After leaving the Jehovah’s Witnesses, Dylan has found freedom in wearing a cross, the symbol of his Christian faith.
Courageous Faith
Finally, in August, Dylan took his next step: He wrote a formal letter announcing he had left the Jehovah’s Witnesses. When his decision was made public at the next worship gathering, he was labeled “unfaithful and sick“ as the religion requires.
“I felt I didn’t owe a reason or explanation, but I did owe my love, and I openly expressed that towards them,” Dylan says. “I felt like Jesus wanted me to leave in peace.”
The following Sunday, Dylan was baptized at NewSpring to declare his faith in Jesus and make NewSpring his new family.
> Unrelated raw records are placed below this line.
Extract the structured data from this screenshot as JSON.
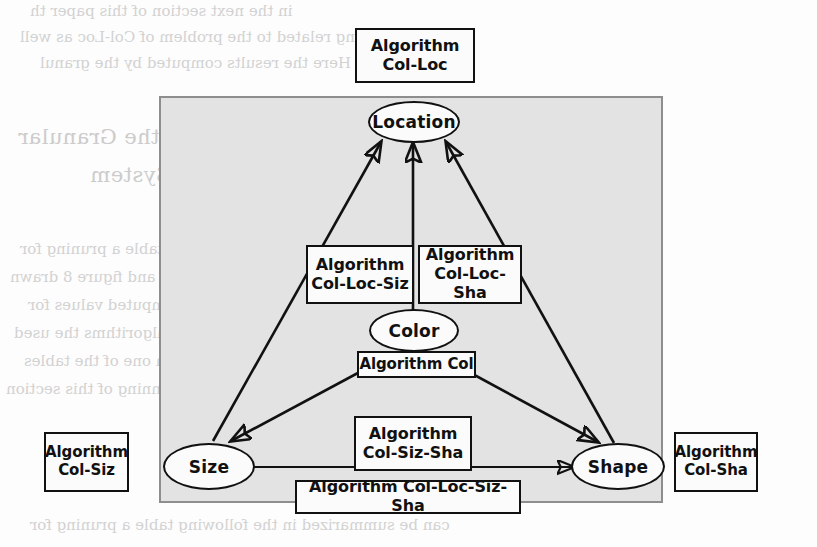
{
  "figure": {
    "type": "directed-graph-diagram",
    "panel": {
      "fill_color": "#e3e3e3",
      "border_color": "#8e8e8e"
    },
    "node_fill": "#fbfbfb",
    "stroke_color": "#111111"
  },
  "nodes": [
    {
      "id": "location",
      "label": "Location"
    },
    {
      "id": "color",
      "label": "Color"
    },
    {
      "id": "size",
      "label": "Size"
    },
    {
      "id": "shape",
      "label": "Shape"
    }
  ],
  "algorithm_boxes": [
    {
      "id": "col-loc",
      "line1": "Algorithm",
      "line2": "Col-Loc",
      "position": "above-panel-top-center"
    },
    {
      "id": "col-loc-siz",
      "line1": "Algorithm",
      "line2": "Col-Loc-Siz",
      "position": "center-left"
    },
    {
      "id": "col-loc-sha",
      "line1": "Algorithm",
      "line2": "Col-Loc-Sha",
      "position": "center-right"
    },
    {
      "id": "col",
      "line1": "Algorithm Col",
      "line2": "",
      "position": "below-color-node"
    },
    {
      "id": "col-siz",
      "line1": "Algorithm",
      "line2": "Col-Siz",
      "position": "outside-left"
    },
    {
      "id": "col-sha",
      "line1": "Algorithm",
      "line2": "Col-Sha",
      "position": "outside-right"
    },
    {
      "id": "col-siz-sha",
      "line1": "Algorithm",
      "line2": "Col-Siz-Sha",
      "position": "bottom-center"
    },
    {
      "id": "col-loc-siz-sha",
      "line1": "Algorithm Col-Loc-Siz-Sha",
      "line2": "",
      "position": "bottom-across"
    }
  ],
  "edges": [
    {
      "from": "size",
      "to": "location",
      "arrow": "single"
    },
    {
      "from": "color",
      "to": "location",
      "arrow": "single"
    },
    {
      "from": "shape",
      "to": "location",
      "arrow": "single"
    },
    {
      "from": "color",
      "to": "size",
      "arrow": "single"
    },
    {
      "from": "color",
      "to": "shape",
      "arrow": "single"
    },
    {
      "from": "size",
      "to": "shape",
      "arrow": "double"
    }
  ],
  "background_bleed_text": [
    "the",
    "or",
    "the",
    "in",
    "with",
    "on",
    "in",
    "Algorithms Reviewed by the Granular",
    "Integration System",
    "in the next section of this paper th",
    "everything related to the problem of Col-Loc as well",
    "algorithms. Here the results computed by the granul",
    "can be summarized in the following table a pruning for",
    "No one of all more extensive and then, TEF and figure 8 drawn",
    "algorithm also that the variables are the computed values for",
    "research on the results for all the algorithms the used",
    "and described in the column of each one of the tables",
    "by the partial of the all at the beginning of this section"
  ]
}
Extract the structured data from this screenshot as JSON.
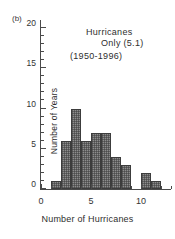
{
  "panel": {
    "label": "(b)"
  },
  "annotations": {
    "line1": "Hurricanes",
    "line2": "Only (5.1)",
    "line3": "(1950-1996)"
  },
  "axes": {
    "x_title": "Number of Hurricanes",
    "y_title": "Number of Years",
    "x_ticks": [
      "0",
      "5",
      "10"
    ],
    "y_ticks": [
      "0",
      "5",
      "10",
      "15",
      "20"
    ]
  },
  "chart_data": {
    "type": "bar",
    "title": "",
    "subtitle": "Hurricanes Only (5.1) (1950-1996)",
    "xlabel": "Number of Hurricanes",
    "ylabel": "Number of Years",
    "categories": [
      2,
      3,
      4,
      5,
      6,
      7,
      8,
      9,
      10,
      11,
      12
    ],
    "values": [
      1,
      6,
      10,
      6,
      7,
      7,
      4,
      3,
      0,
      2,
      1
    ],
    "xlim": [
      0,
      13
    ],
    "ylim": [
      0,
      21
    ],
    "x_tick_values": [
      0,
      5,
      10
    ],
    "y_tick_values": [
      0,
      5,
      10,
      15,
      20
    ],
    "x_minor_tick_values": [
      1,
      2,
      3,
      4,
      6,
      7,
      8,
      9,
      11,
      12,
      13
    ],
    "y_minor_tick_values": [
      1,
      2,
      3,
      4,
      6,
      7,
      8,
      9,
      11,
      12,
      13,
      14,
      16,
      17,
      18,
      19
    ],
    "bar_width": 1,
    "grid": false,
    "legend": null,
    "bar_fill": "#8d8d8d",
    "bar_edge": "#3c3c3c",
    "mean": 5.1,
    "period": "1950-1996"
  }
}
“It’s like going from prison to freedom,” Dylan says. “I don’t have to be ashamed anymore. I don’t have to live in fear. Jesus is not ashamed of me, and I’m not ashamed of him. I absolutely love Jesus. I want to bring everyone to Jesus. I want people to know grace. What I have seen changed my life.”
Since his decision, Dylan was indeed shunned by friends, cousins, uncles, aunts, and a grandmother.
Dylan’s mother, who rejoined the Jehovah’s Witnesses, is one of a few people in the organization who has refused to shun him, even though Dylan had previously shunned her.
His mom swore to him she would never turn her back on him. His brothers, who are not Jehovah’s Witnesses, also have stood by his side.
“The fear. The guilt. The obligations. Jesus doesn’t want that for people,” he says. “The desire to set people free burns in me. Jesus did it for me, and he can do it for anybody.”